However, I admit that I worship the God of our ancestors as a follower of the Way, which they call a sect. I believe everything that is in accordance with the Law and that is written in the Prophets, and I have the same hope in God as these men themselves have, that there will be a resurrection of both the righteous and the wicked.
Acts 24:14-15 NIV
This passage is a portion of Paul’s defense against the Jewish leaders’ charge that he was a ringleader of the Nazarene sect (Acts 24:5). They considered the followers of Jesus (the Nazarene) to be a sect, a heretical offshoot of Judaism. Paul had agreed with that assessment a few years earlier. But then he encountered the resurrected Jesus on the road to Damascus. And everything changed.
Paul admitted to now being a follower of the Way. The Way was an early name for the followers of Jesus, who was the way, the truth, and the life (John 14:6). But he denied that the Way was not orthodox. Paul believed everything written in the Law and the Prophets. His faith in the Lord Jesus was fully in line with what their Scriptures (the Old Testament) taught.
The difference between what Paul and the Jewish leaders believed concerned how their Scripture would be fulfilled. Paul understood the Law and Prophets as fulfilled in Jesus. But the Jewish leaders were still looking for their fulfillment.
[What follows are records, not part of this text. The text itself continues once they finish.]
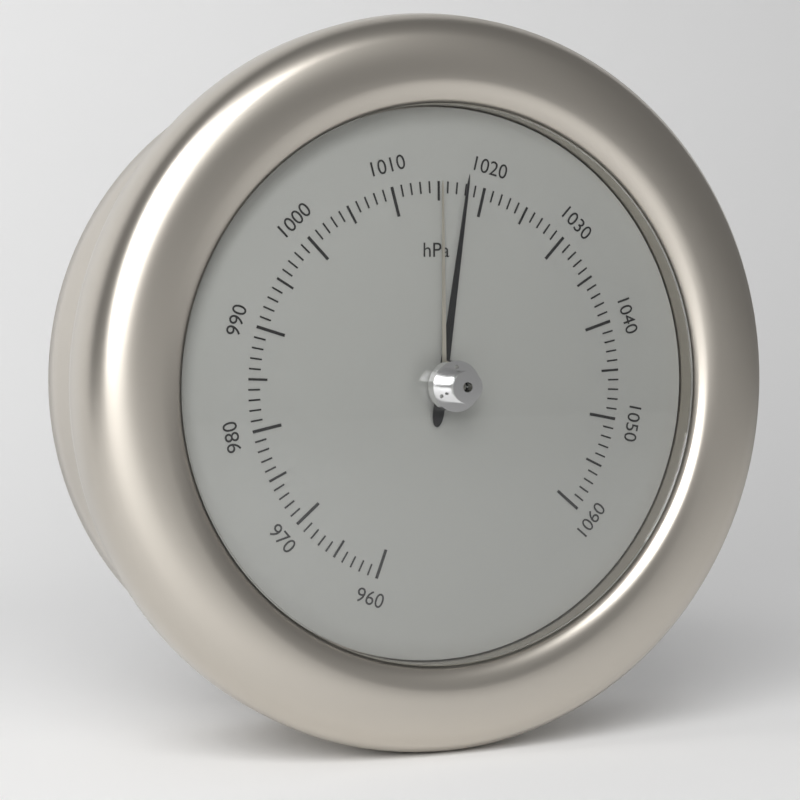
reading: 1018 hPa
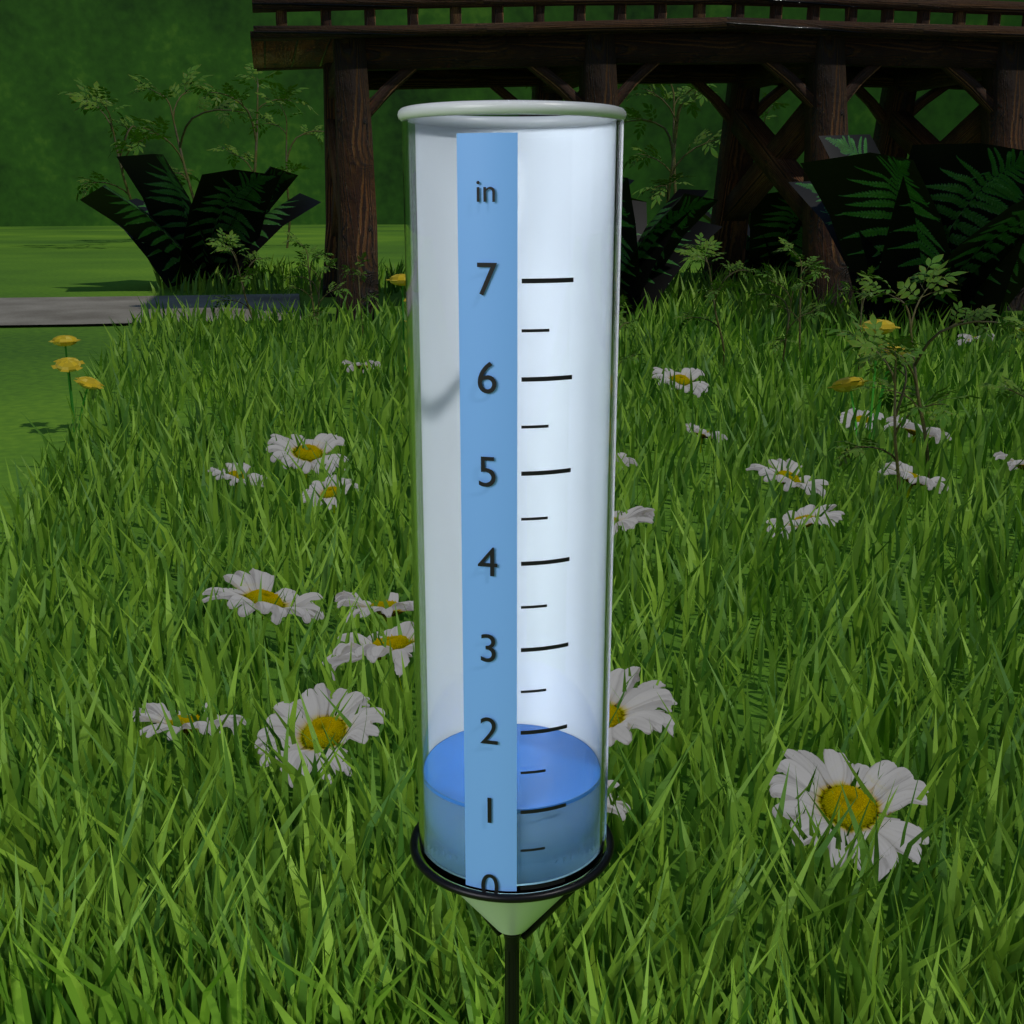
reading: 1.0 in
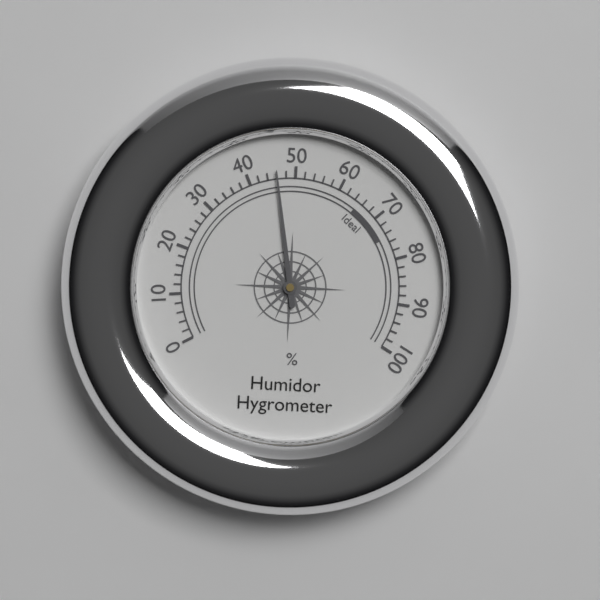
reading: 46 %
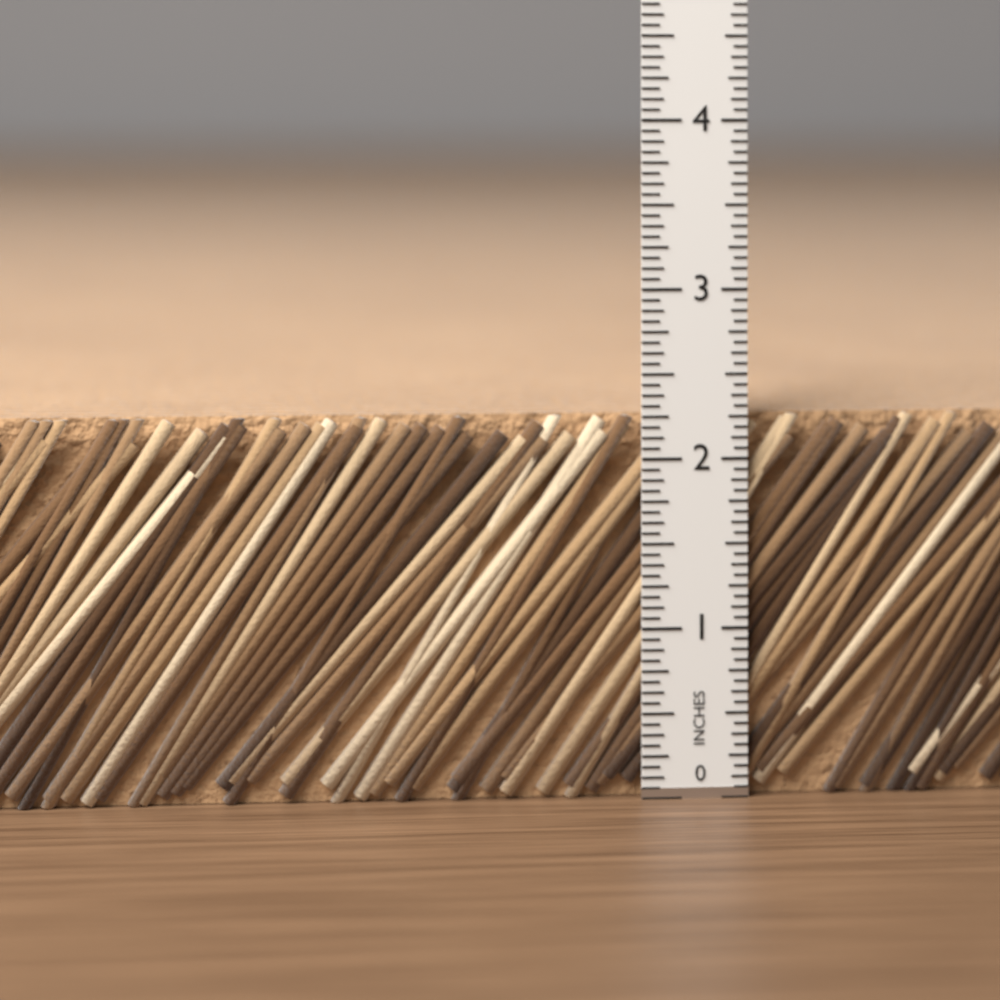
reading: 2.2500 in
The concept of Judaism and Christianity as two distinct religions would have been foreign to Paul and the first generation of believers. They were not starting a new religion. Instead, they rejoiced that the kingdom promised by the prophets had been inaugurated with Jesus as king. And they were obedient to him as their Lord (Acts 4:19-20). Rather than being a sect, they were the Way, the way pointed to by the Law and the Prophets. And it was the Jewish leaders who had lost their way, rejecting the promised Messiah and King sent to them by God.